Traffic Studied Using Computer-Linked Cars
mprindle writes "Yahoo News has an AP article about a system that links individual cars to analyze traffic patterns, which allows the drivers to avoid traffic jams and accidents. This system is part of the 'smart highway' initiatives. The data from the car is sent to a central server and from that data traffic patterns in a 40 mile radius. According to the article this technology is less expensive than using poll mounted antennas or ground sensors."
From FTA: Acura's 2005 RL features a navigation system that provides real-time traffic updates for 20 major cities; information is transmitted to the cars via XM radio satellites. Traffic data is aggregated from local police, transportation departments and other sources. The big question: How much are people willing to spend to avoid sitting in traffic? List figures 10 to 15 percent of drivers in a given area would need to participate to make the system effective. The devices bought separately cost about $1,000.
I find that in the cities where i've lived (San Diego, Atlanta), that even when the highways are gridlocked, there really aren't viable alternatives on surface streets. They're either too far off the route or they're also crowded. So even with a system like this, I don't know that the alternate routes would be that much better a solution, you're still spending close to the same amount of time on the road. It's either gridlocked on the highway or you're gridlocked on the city streets. Maybe better mass transit is the answer.
"Plans are for fools! Oglethorpe, the plutonian (Aqua Teen Hunger Force)
Per Bak the author of How Nature Works gave a good overview of the theory of , Self Organized Criticality as he developed it using his famous sand pile, and how it applies to gridlock, inter alia.
"Academicians are more likely to share each other's toothbrush than each other's nomenclature."
Cohen
Really, why, in North America, are we so fixated on the automobile for personal transport?
Because some big corporations (General Motors & some others in the auto industry) decided they'd make more money that way. Here's one blurb that starts discussing it (scroll down a few paragraphs):
One dramatic example is the "Los Angelizing" of the US economy, a huge state-corporate campaign to direct consumer preferences to "suburban sprawl and individualized transport -- as opposed to clustered suburbanization compatible with a mix of rail, bus, and motor car transport," Richard Du Boff observes in his economic history of the United States, a policy that involved "massive destruction of central city capital stock" and "relocating rather than augmenting the supply of housing, commercial structures, and public infrastructure." The role of the federal government was to provide funds for "complete motorization and the crippling of surface mass transit";
Another choice quote:
The private sector operated in parallel: "Between 1936 and 1950, National City Lines, a holding company sponsored and funded by GM, Firestone, and Standard Oil of California, bought out more than 100 electric surface-traction systems in 45 cities (including New York, Philadelphia, St. Louis, Salt Lake City, Tulsa, and Los Angeles) to be dismantled and replaced with GM buses... In 1949 GM and its partners were convicted in U.S.district court in Chicago of criminal conspiracy in this matter and fined $5,000."
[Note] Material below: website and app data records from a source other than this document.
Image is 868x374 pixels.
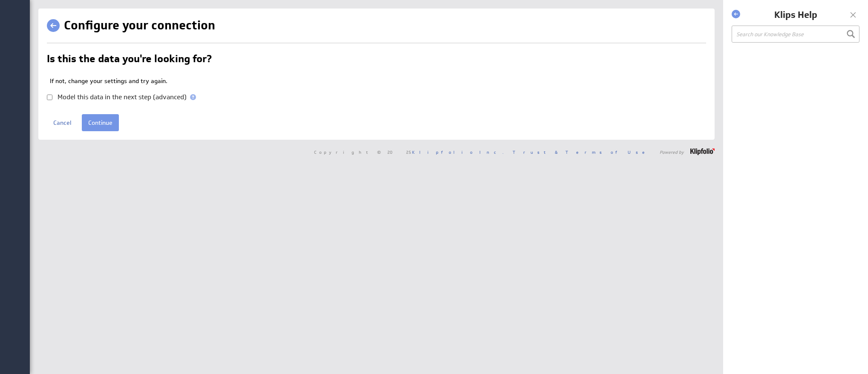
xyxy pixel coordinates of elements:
[47,54,212,67] h2: Is this the data you're looking for?
[64,17,215,34] h1: Configure your connection
[314,150,504,154] span: Copyright © 2025
[50,77,707,85] p: If not, change your settings and try again.
[732,26,860,43] input: Search our Knowledge Base
[82,114,119,131] input: Continue
[47,114,77,131] a: Cancel
[690,148,715,155] img: logo-footer.png
[743,9,849,21] h1: Klips Help
[513,149,651,155] a: Trust & Terms of Use
[57,94,186,100] label: Model this data in the next step (advanced)
[660,150,685,154] span: Powered by
[412,149,504,155] a: Klipfolio Inc.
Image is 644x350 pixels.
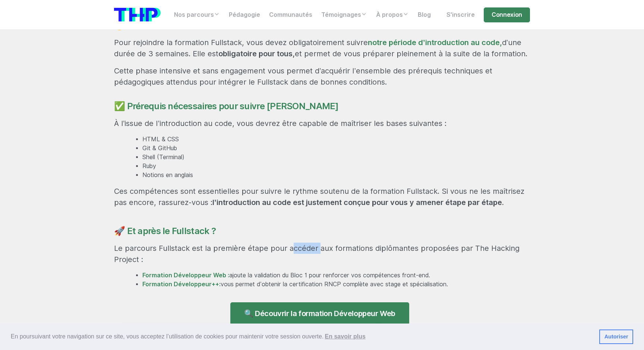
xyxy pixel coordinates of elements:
[265,8,317,22] a: Communautés
[317,8,372,22] a: Témoignages
[143,135,530,144] li: HTML & CSS
[114,243,530,265] p: Le parcours Fullstack est la première étape pour accéder aux formations diplômantes proposées par...
[599,329,634,344] a: dismiss cookie message
[114,8,161,21] img: logo
[143,272,229,279] a: Formation Développeur Web :
[143,170,530,180] li: Notions en anglais
[212,198,504,207] strong: l’introduction au code est justement conçue pour vous y amener étape par étape.
[143,144,530,153] li: Git & GitHub
[114,101,530,112] h4: ✅ Prérequis nécessaires pour suivre [PERSON_NAME]
[114,226,530,236] h4: 🚀 Et après le Fullstack ?
[143,280,530,289] li: vous permet d’obtenir la certification RNCP complète avec stage et spécialisation.
[231,302,409,324] a: 🔍 Découvrir la formation Développeur Web
[368,38,502,47] a: notre période d’introduction au code,
[372,8,413,22] a: À propos
[11,331,594,342] span: En poursuivant votre navigation sur ce site, vous acceptez l’utilisation de cookies pour mainteni...
[143,161,530,170] li: Ruby
[143,271,530,280] li: ajoute la validation du Bloc 1 pour renforcer vos compétences front-end.
[143,281,221,288] a: Formation Développeur++:
[484,8,530,22] a: Connexion
[442,8,480,22] a: S'inscrire
[114,37,530,59] p: Pour rejoindre la formation Fullstack, vous devez obligatoirement suivre d’une durée de 3 semaine...
[224,8,265,22] a: Pédagogie
[114,186,530,208] p: Ces compétences sont essentielles pour suivre le rythme soutenu de la formation Fullstack. Si vou...
[413,8,435,22] a: Blog
[143,153,530,161] li: Shell (Terminal)
[219,49,295,58] strong: obligatoire pour tous,
[114,65,530,87] p: Cette phase intensive et sans engagement vous permet d’acquérir l’ensemble des prérequis techniqu...
[170,8,224,22] a: Nos parcours
[114,118,530,129] p: À l’issue de l’introduction au code, vous devrez être capable de maîtriser les bases suivantes :
[324,331,367,342] a: learn more about cookies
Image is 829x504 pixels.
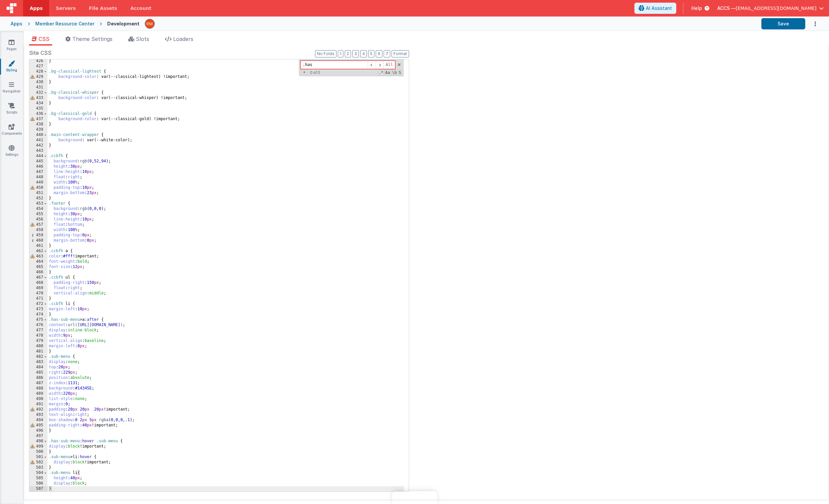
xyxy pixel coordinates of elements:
[72,36,113,42] span: Theme Settings
[29,69,47,74] div: 428
[56,5,76,12] span: Servers
[29,148,47,153] div: 443
[29,190,47,196] div: 451
[391,50,409,57] button: Format
[29,439,47,444] div: 498
[29,49,52,57] span: Site CSS
[646,5,672,12] span: AI Assistant
[29,111,47,117] div: 436
[315,50,336,57] button: No Folds
[173,36,193,42] span: Loaders
[29,95,47,101] div: 433
[300,61,368,69] input: Search for
[29,444,47,450] div: 499
[29,386,47,391] div: 488
[29,127,47,132] div: 439
[29,359,47,365] div: 483
[29,174,47,180] div: 448
[29,428,47,433] div: 496
[29,296,47,301] div: 471
[29,63,47,69] div: 427
[716,5,735,12] span: ACCS —
[345,50,351,57] button: 2
[36,21,95,27] div: Member Resource Center
[378,70,384,76] span: RegExp Search
[29,338,47,344] div: 479
[29,381,47,386] div: 487
[30,5,43,12] span: Apps
[29,454,47,460] div: 501
[29,259,47,265] div: 464
[29,475,47,481] div: 505
[145,20,155,28] img: 1e10b08f9103151d1000344c2f9be56b
[29,450,47,454] div: 500
[29,460,47,465] div: 502
[29,143,47,148] div: 442
[29,407,47,412] div: 492
[136,36,149,42] span: Slots
[391,70,397,76] span: Whole Word Search
[384,70,390,76] span: CaseSensitive Search
[29,227,47,232] div: 458
[634,3,676,14] button: AI Assistant
[29,370,47,375] div: 485
[29,323,47,328] div: 476
[38,36,49,42] span: CSS
[29,105,47,111] div: 435
[29,433,47,439] div: 497
[29,465,47,470] div: 503
[29,232,47,238] div: 459
[29,248,47,254] div: 462
[29,169,47,174] div: 447
[716,5,824,12] button: ACCS — [EMAIL_ADDRESS][DOMAIN_NAME]
[805,17,818,30] button: Options
[29,122,47,127] div: 438
[29,481,47,486] div: 506
[29,164,47,169] div: 446
[691,5,702,12] span: Help
[29,74,47,80] div: 429
[29,159,47,164] div: 445
[29,349,47,354] div: 481
[29,290,47,296] div: 470
[29,265,47,269] div: 465
[29,328,47,333] div: 477
[29,280,47,285] div: 468
[301,70,307,75] span: Toggel Replace mode
[29,196,47,201] div: 452
[29,486,47,492] div: 507
[29,211,47,217] div: 455
[368,50,374,57] button: 5
[29,238,47,243] div: 460
[383,61,395,69] span: Alt-Enter
[29,101,47,105] div: 434
[29,365,47,370] div: 484
[29,217,47,222] div: 456
[29,423,47,428] div: 495
[29,412,47,417] div: 493
[29,132,47,138] div: 440
[29,243,47,248] div: 461
[307,70,322,75] span: 0 of 0
[29,138,47,143] div: 441
[29,307,47,312] div: 473
[735,5,817,12] span: [EMAIL_ADDRESS][DOMAIN_NAME]
[352,50,359,57] button: 3
[29,117,47,122] div: 437
[375,50,382,57] button: 6
[29,185,47,190] div: 450
[29,269,47,275] div: 466
[89,5,117,12] span: File Assets
[761,18,805,30] button: Save
[29,206,47,211] div: 454
[29,333,47,338] div: 478
[29,417,47,423] div: 494
[29,391,47,396] div: 489
[29,80,47,85] div: 430
[398,70,401,76] span: Search In Selection
[29,201,47,206] div: 453
[360,50,367,57] button: 4
[29,402,47,407] div: 491
[29,275,47,280] div: 467
[29,312,47,317] div: 474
Here's a more detailed history of the controlled demolition of the Bay Area "Key System":
General Motors, and some other companies in the automobile industry, acquired 64% of the stock of the Key System (officially the Railway Equipment and Realty Company) through a "front" company, National City Lines, in 1946. They replaced the board of directors with their own stooges, who then approved a motion to scrap company plans to purchase PCC type streetcars and electric trolleybuses. Today it would be called a "hostile take-over." Orders for more trains were cancelled. Soon they started to decimate the system, first destroying the electric trolleybus line (that, while still under construction, was almost completed) followed by streetcars and electric trains.
It's a small comfort to know that the US government whoring itself to corporate America's interests is not a recent phenomenon.